I am attempting to do a batch key rename in Redis, using the shell to sed a replacement for each key name. (There doesn't seem to be a better way to do this in redis internally).
redis-cli -n 5 KEYS "*::staging::*"| xargs -I {} echo "RENAME {} $(echo {} | sed 's/staging/development/g')"
# Then pipe this command into redis-cli when working
I am expecting an output like this:
"RENAME redis::staging::key redis::development::key"
Instead I just get this:
"RENAME redis::staging::key redis::staging::key"
The echo {} $(echo {}| sed 's/old/new/')
is what is hanging me up...
How does one properly achieve taking an xargs
output and echo both the original and an edited version of that? $(echo {} |sed)
should work, right? (If so, how can I do it correctly?)
sed, itself, is able to produce both the unmodified and the modified line:
$ echo "redis::staging::key" | sed 's/^/RENAME /; p; s/staging/development/g'
RENAME redis::staging::key
RENAME redis::development::key
In the above, sed first adds the RENAME string to the beginning of the line. Then, the p
command tells sed to print the line as it stands at that time (with "staging" still in it). The next substitution puts in "development" and then that version is printed also.
Update: Suppose we want the output on one line:
$ echo "redis::staging::key" | sed 's/.*/RENAME & &/; s/staging/development/2'
RENAME redis::staging::key redis::development::key
The first s
command above adds RENAME to the beginning and then doubles the line. The second replaces the second occurrence of staging with development.
xargs -I {} echo "RENAME {} $(echo {} | sed 's/staging/development/g')"
Before xargs executes, bash processes the strings. In particular, it sees $(echo {} | sed 's/staging/development/g')
and it executes it ("command substitution") and gets the result {}
. So, when xargs is finally run, it sees the command:
xargs -I {} echo "RENAME {} {}"
Consequently, the s/staging/development/g
substitution is never made.
There is a fix for this:
$ echo "redis::staging::key" | xargs -I {} sh -c 'echo RENAME {} $(echo {} | sed 's/staging/development/g')'
RENAME redis::staging::key redis::development::key
The above puts the bash commands within single-quotes and passes them as arguments to sh
. This way, the string is not processed by the shell until after xargs has made the substitutions.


| Work request |
The result should be a full, exact repeat of the entries, free of pictures.

[Opening Supplied records section]

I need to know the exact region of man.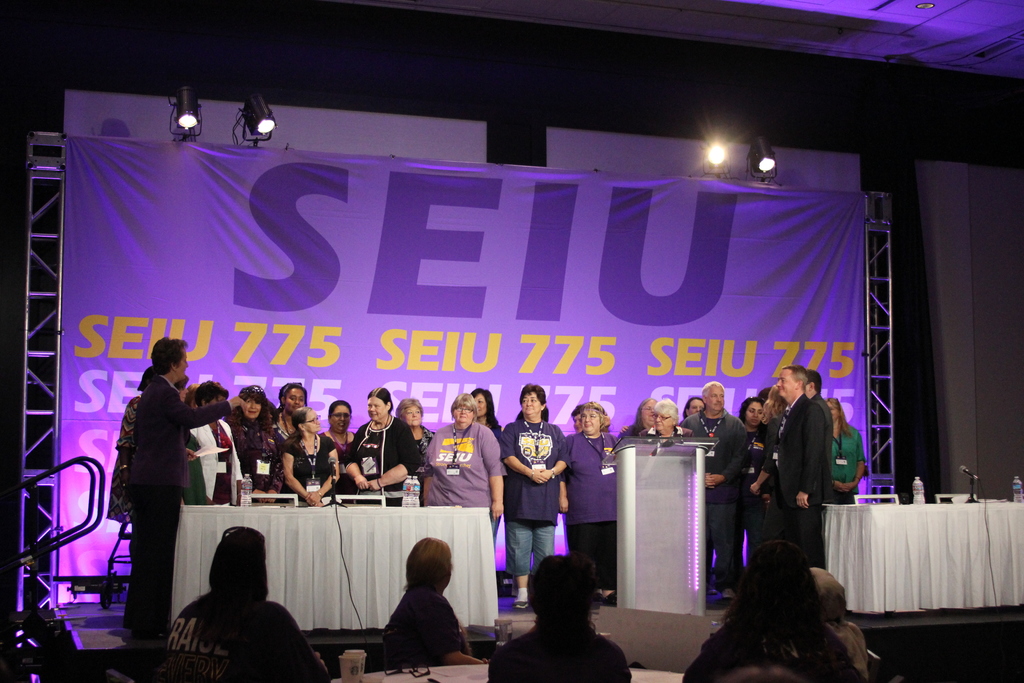
Region: [110, 344, 217, 600].
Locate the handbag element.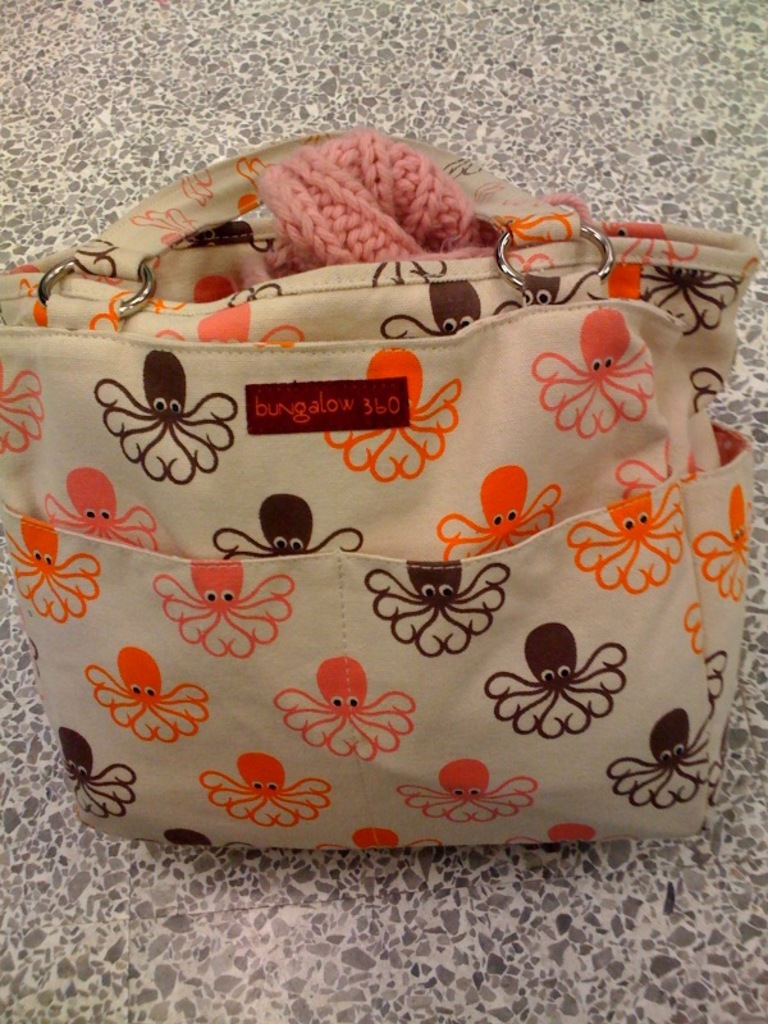
Element bbox: x1=0 y1=128 x2=767 y2=845.
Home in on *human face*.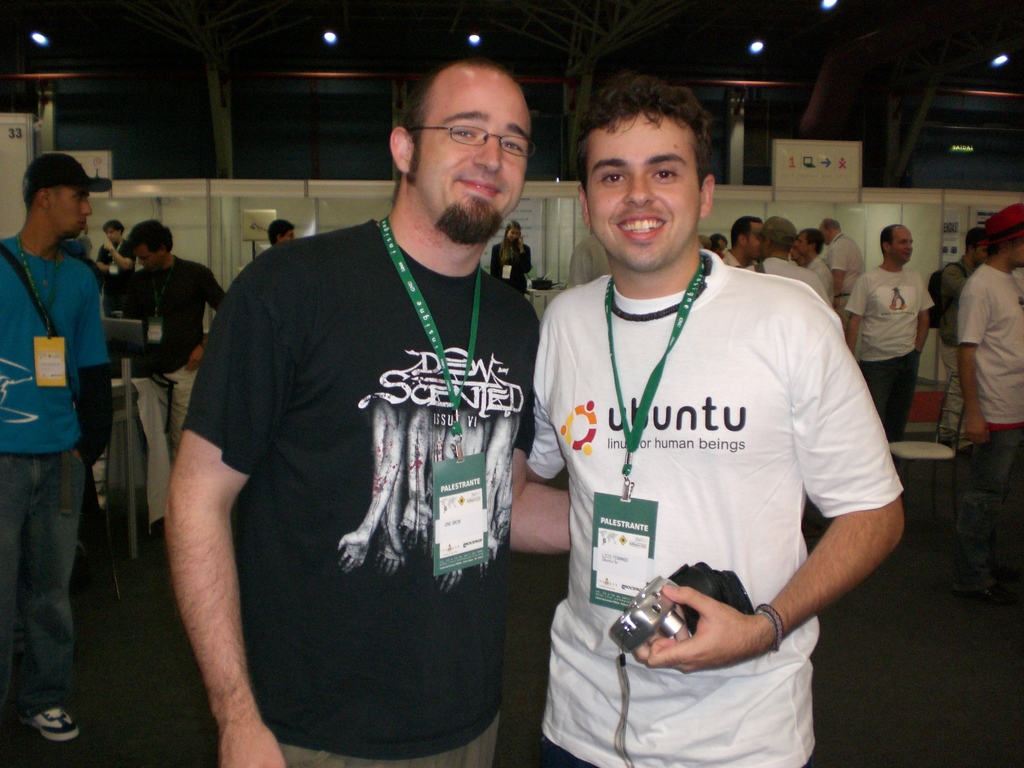
Homed in at select_region(888, 222, 915, 263).
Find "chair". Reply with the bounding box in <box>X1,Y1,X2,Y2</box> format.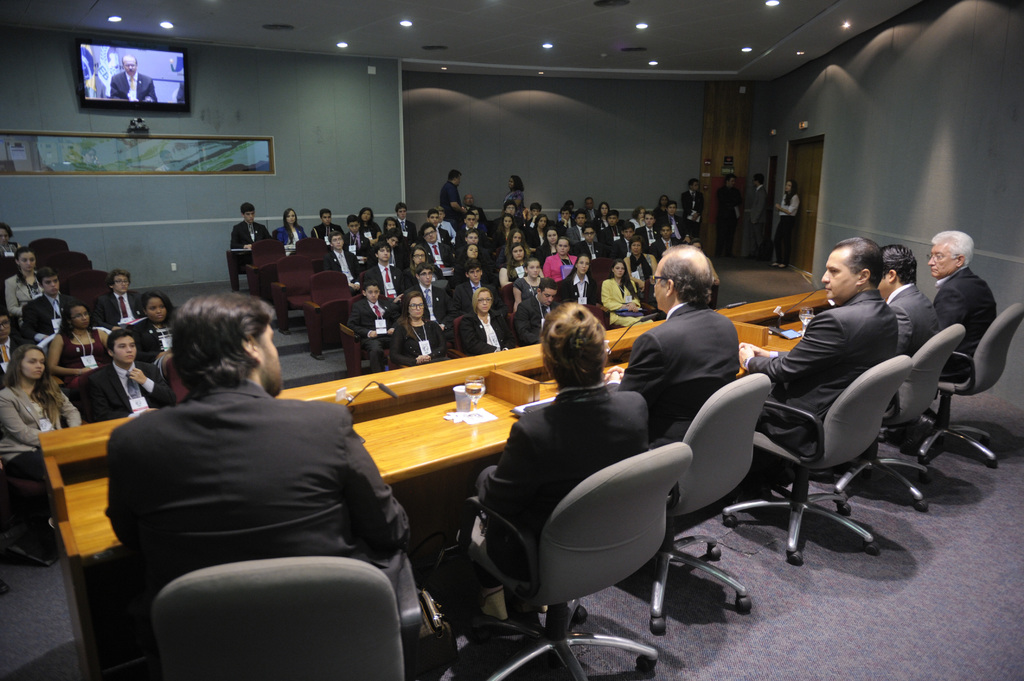
<box>825,323,965,513</box>.
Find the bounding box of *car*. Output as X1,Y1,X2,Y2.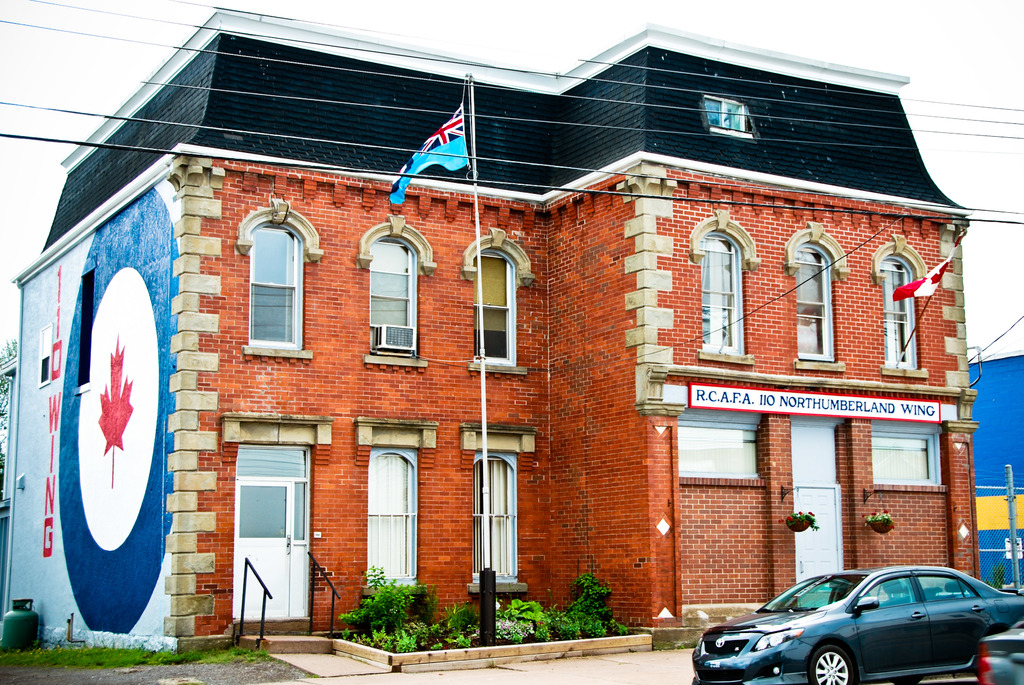
691,560,1023,683.
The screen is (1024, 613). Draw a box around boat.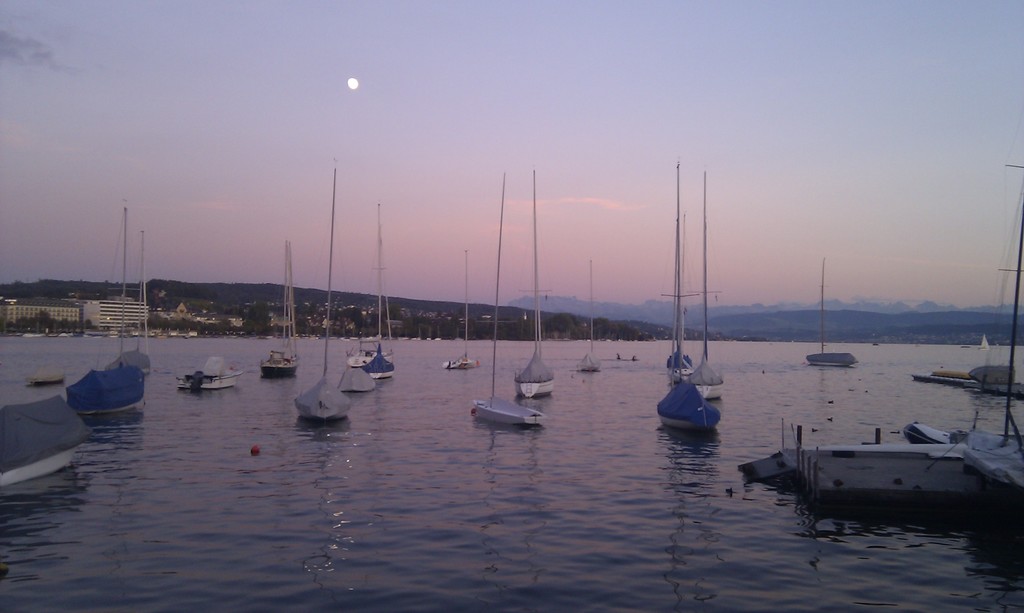
x1=0, y1=395, x2=94, y2=490.
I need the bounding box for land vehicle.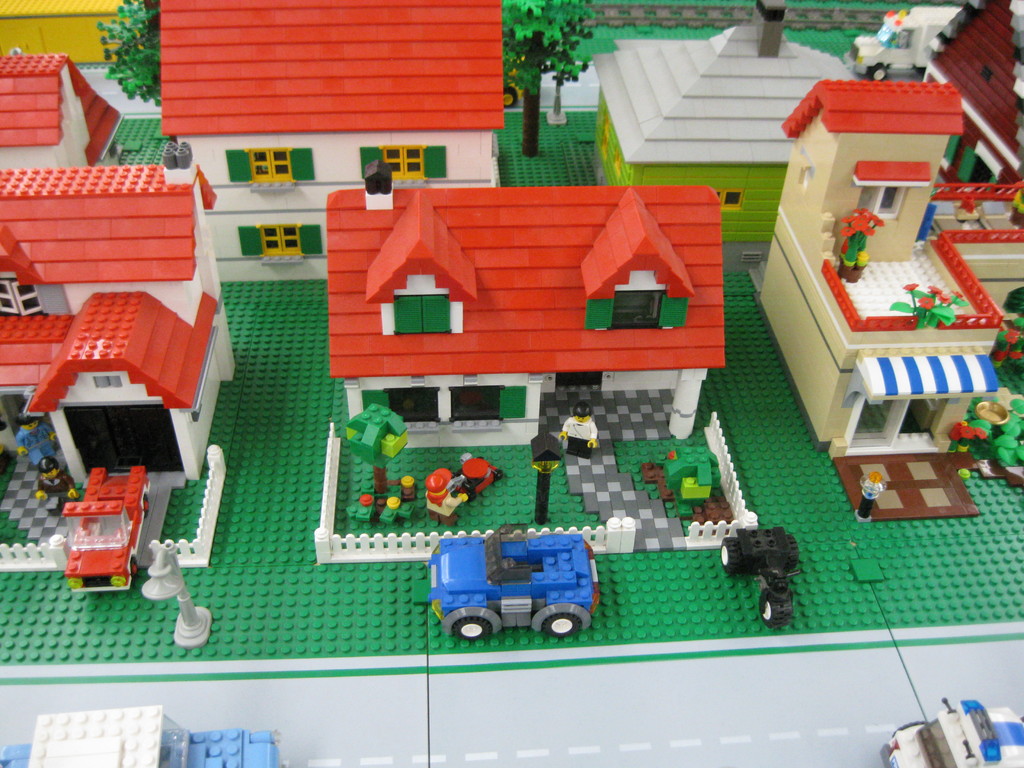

[Closing Supplied records section]

| Your solution |
I need to know the exact region of man.
Region: [110, 344, 217, 600].
Locate the handbag element.
Element bbox: x1=0 y1=128 x2=767 y2=845.
Home in on *human face*.
Homed in at select_region(888, 222, 915, 263).
Find "chair". Reply with the bounding box in <box>X1,Y1,X2,Y2</box> format.
<box>825,323,965,513</box>.
Find the bounding box of *car*. Output as X1,Y1,X2,Y2.
691,560,1023,683.
The screen is (1024, 613). Draw a box around boat.
x1=0, y1=395, x2=94, y2=490.
I need the bounding box for land vehicle.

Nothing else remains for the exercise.